Isabel Cutler wrote:
Changing lenses is a royal pain and opens the cameras to dirt on the sensors. Changing lenses is asking accidents to happen.
I went to England last year with two e-pl5 bodies, the 12-40 and 35-100 lenses. Not tied down with a huge amount of weight and a good choice of equipment.
Almost had a mini-disaster in a car park one day when a keen-eyed person noticed I had dropped the door to the battery compartment of one of my bodies. I couldn't thank him enough.
Isabel
I'm with Isabel here. Lens changes on-the-fly touring a city, etc are an accident waiting to happen. In my six years with m4/3's including a variety European and Asian destinations, two bodies, with a P-L 14-150 on the main and a 7-14 on the other, with a rarely used Panny 25/1.4 on the side, served me well, with very rare lens changes and minimal baggage.
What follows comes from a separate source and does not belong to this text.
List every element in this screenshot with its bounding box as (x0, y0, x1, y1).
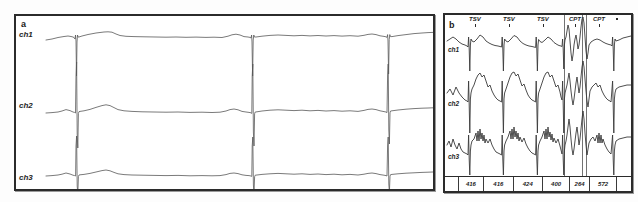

The GH de jour (now GH4) on a cross-chest strap and the secondary/7-14 (way wider than 12mm!) with wrist strap in a beat-up old lens-down belt-holster from the Nikon film days. No swag bag per se that attracts attention. The 25mm, flash and minipod in a small day pack w/ rainjacket, water, etc, and hotel shower caps for camera rain protection, with chips and a battery or two in pack or cargo pants/shorts.
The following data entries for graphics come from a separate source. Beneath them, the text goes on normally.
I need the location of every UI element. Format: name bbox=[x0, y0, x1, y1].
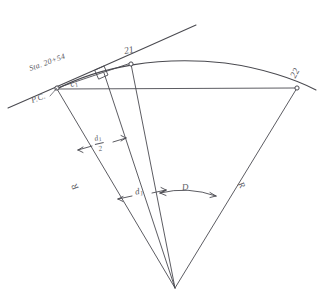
curve-diagram-canvas: Sta. 20+54 P.C. 21 22 c1 d1 2 d1 D R R bbox=[0, 0, 327, 302]
long-chord-pc-22 bbox=[57, 88, 297, 89]
curve-diagram-svg bbox=[0, 0, 327, 302]
deflection-d1-label: d1 bbox=[134, 185, 144, 197]
half-deflection-denominator: 2 bbox=[95, 144, 105, 153]
radius-to-22 bbox=[175, 88, 297, 288]
chord-c1 bbox=[57, 63, 131, 88]
point-21-label: 21 bbox=[123, 44, 135, 56]
central-angle-label: D bbox=[181, 182, 189, 193]
node-dot-22 bbox=[295, 86, 299, 90]
node-dot-21 bbox=[129, 62, 133, 66]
I shot a heck of a lot above 40mm in the tight little towns of France's Alsace as well a big cities like Prague and Zurich, so I think a "super-tele" such as the Oly m14-150 or the Panny 14-140 (or the sublime, but heavy 4/3 P-L 14-150 with adapter, which may be passe by now) would be a great walk-around choice for you. I rarely found the lens speed or shallow DOF limitations of my kit limiting - certainly not for the usual daylight architectural and street-scene shots, where f/6.3 seemed my sweet spot at all FL's.